Sometimes life hands you bliss on a silver platter – but how to capture that joy?

I will give it a try here by sharing a recent experience, and you, dear reader, will hopefully let me know if I succeeded.
Tiffany Dome at the Chicago Cultural Center
Last Wednesday I was touring downtown Chicago with my aunt and uncle, who were visiting from Michigan. We explored Millennium Park and marveled at our reflections in the “Bean.” I pointed out the many changes in the skyline of the last decade, and we reminisced about touring Paris together many years ago. Then an already blustery day turned into a rainy day, and the temperature started dropping, so we turned in for an early lunch at the Corner Bakery. After that we braved the cold again, wandering north on Michigan Ave. I kept pulling my hood over my head, and the wind kept whipping it off. By the time we reached the Chicago Cultural Center, the idea of warming up in a building seemed awfully attractive, so I said: “Let’s step in there; I’ll show you the Tiffany Dome.”

When I asked the guy at the information desk whether we could go up to see the Tiffany Dome, he said: “You sure can, in fact, they are setting up the piano there now. There’s a concert beginning in a few minutes, and it’s free.”

I was intrigued. My aunt and uncle love music.
I looked at them, their hands still deep in their coat pockets, and asked: “Shall we do that?”
“Sure.”
So we climbed the staircase with all the mosaics on its walls, made of small shards of colored glass in between cream-colored tiles. Walking up you already know you’ve reached an oasis. Upstairs an usher greeted us, gesticulating for us to hurry: “There are seats on the sides, seats on the sides.” Over loud speakers, an announcer was already reviewing the résumé of the musicians.

I glimpsed the sea green dome shimmering above the heads of the people seated in the middle of the Preston Bradley Hall that, just like the staircase, featured cream-colored walls, set with tiny mosaics.

Indeed there were empty seats in the side wing of the hall, not under the dome but close enough to marvel at it, and not too far from where a grand piano was set up on a podium.
Tiffany Dome at the Chicago Cultural Center

Once I settled into a seat, the program on my lap, I was mainly awestruck by the jewel box I found myself in, and the good fortune that such places exist, right here in the city.

Outside people were rushing about on their lunch hour, nipped at by the wind, and I was cozy inside. It wasn’t only warm but the walls sparkled and the largest art glass dome made by Tiffany rose above me. Then the musicians appeared. The program announced Blagoj Lamnjov, Clarinet, and Kuang-Hao Huang, Piano.
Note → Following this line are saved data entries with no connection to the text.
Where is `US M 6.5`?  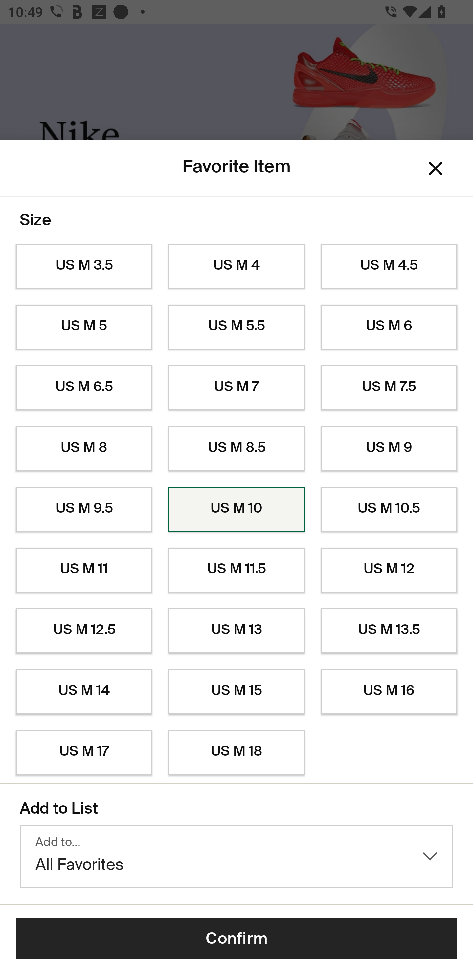 US M 6.5 is located at coordinates (84, 388).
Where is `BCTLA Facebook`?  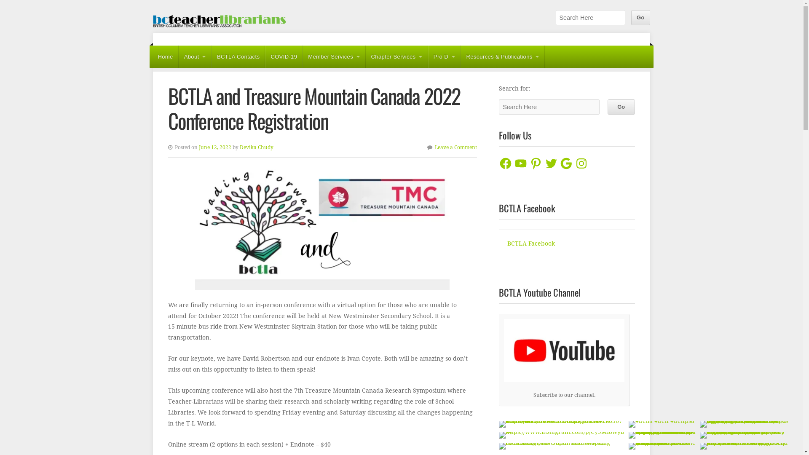
BCTLA Facebook is located at coordinates (527, 208).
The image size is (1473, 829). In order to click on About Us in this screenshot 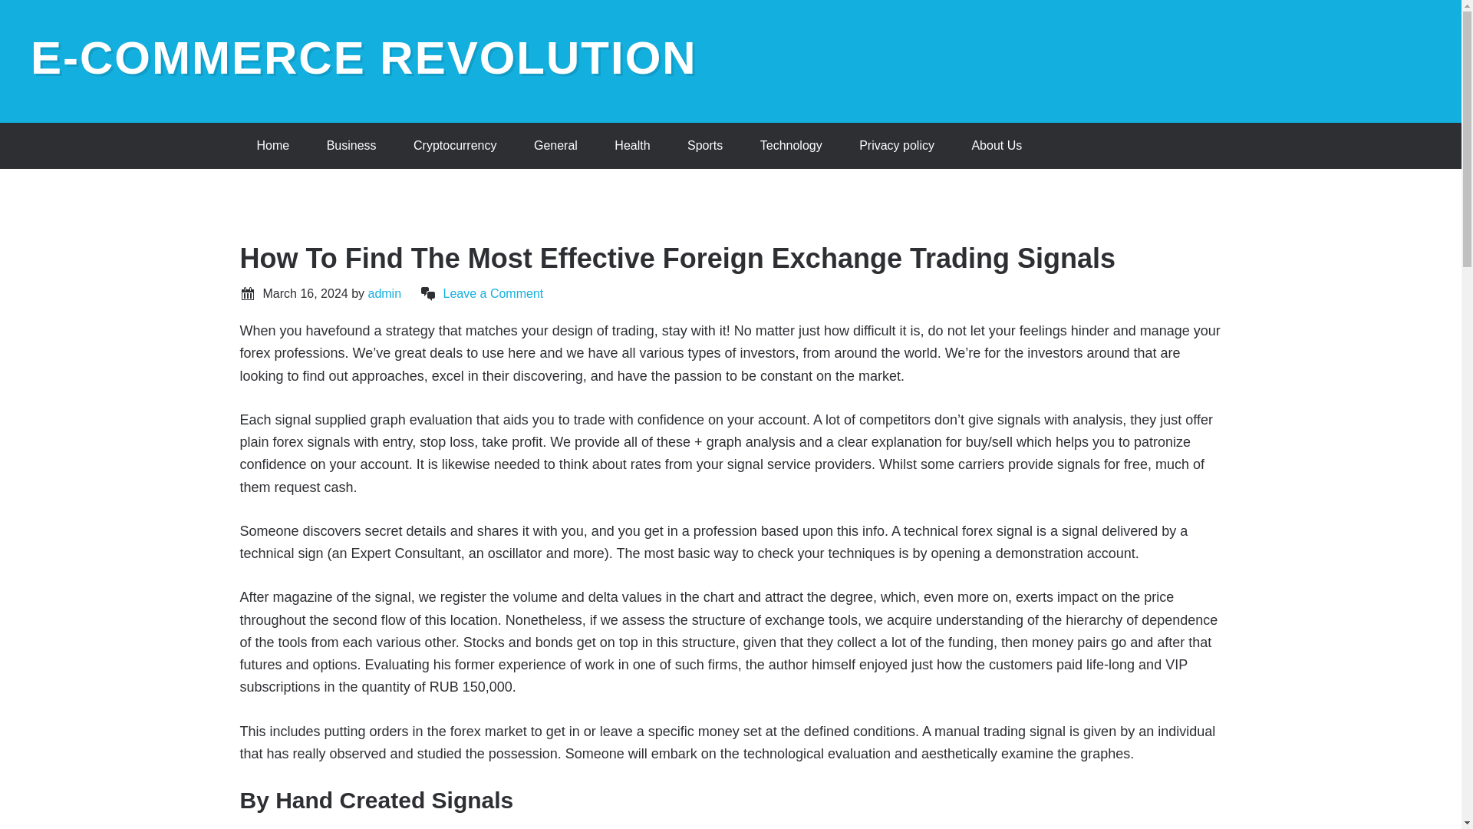, I will do `click(996, 146)`.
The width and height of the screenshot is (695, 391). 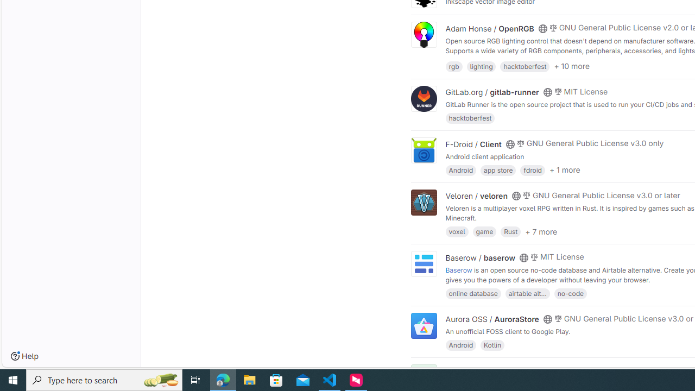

It wasn’t until the undulating sound of the clarinet rippled through the hall that the true serendipity of this moment hit me: The clarinet is my sister’s instrument.

I leaned over to my uncle and whispered: “My sister would have loved this.” He nodded knowingly. She had visited with him and my aunt earlier this year, and, together with my mother, they had made music: My sister on the clarinet, my mother on the piano, my uncle and my mother singing. And now, on this lunch hour on a blustery cold November day in Chicago, under a Tiffany Dome from 1897 that by itself makes your heart soar, I was listening to the first selection of this Dame Myra Hess Memorial Concert, André Messager’s Solo de Concurs for Clarinet and Piano (Listen!).

The strings of family – what we do together, what we appreciate, and who we care about – were coming together, and I was floating in the bliss of having stepped into this moment.